Visual FoxPro articles, tips and downloads
 
There's no way to check the index for corruption. However, if you experience corruption, I suggest that you prioritize finding out why this happens, there's always a reason.
 
The reason it's impractical to check an index for corruption is that most corruption happens in the header. If you ask an index "are you OK?" it will look at the header and say "yep!"

You can query ATagInfo(), but that just tells you what the index "knows" about itself. If the index is corrupted chances are good what the index "knows" about itself will be corrupted too.

The BEST way to handle indexing is to use external metadata that can create your specified indexes on call. (Stonefield Database Toolkit is an excellent product for this.)

And I'll agree with the others.
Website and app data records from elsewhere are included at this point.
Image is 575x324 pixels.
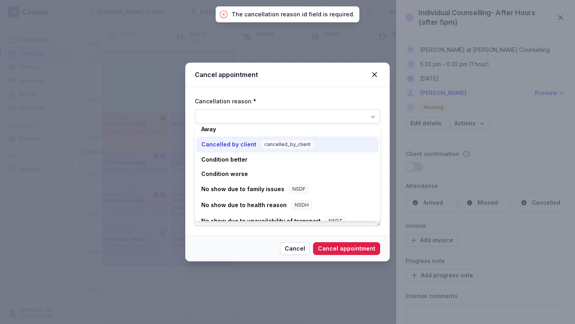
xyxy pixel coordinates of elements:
span: NSDF [289,185,309,194]
div: Cancelled by client [201,141,256,149]
span: Cancel appointment [318,244,375,254]
div: Away [201,125,216,133]
span: cancelled_by_client [261,140,314,149]
div: No show due to health reason [201,201,287,209]
span: Cancel [285,244,305,254]
div: No show due to family issues [201,185,284,193]
button: Cancel appointment [313,242,380,255]
div: Cancel appointment [195,70,369,79]
div: Condition better [201,156,248,164]
div: Condition worse [201,170,248,178]
div: Cancellation reason * [195,97,380,106]
span: NSDT [326,216,346,226]
button: Cancel [280,242,310,255]
div: No show due to unavailability of transport [201,217,321,225]
span: NSDH [292,200,312,210]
If you have frequent problems with index corruption you should find the cause and fix it.

 
I always liked the idea to store healthy headers, eg right after creating or altering a dbf, as backups for later restoring them. The header of a dbf changes in the one aspect of the reccount, I'm a bit unsure whether the fpt header changes with new fields stored into it, but obvioulsy any table alteration would trigger a new backup of headers.

SDT is very helpful, also the defacto non MS standard of DBCX (established long before VFPX), but you can of course easily detect header defects by comparison with backed up healthy headers. In still healthy DBF headers - for example - you only find the reccount bytes differ from the original header.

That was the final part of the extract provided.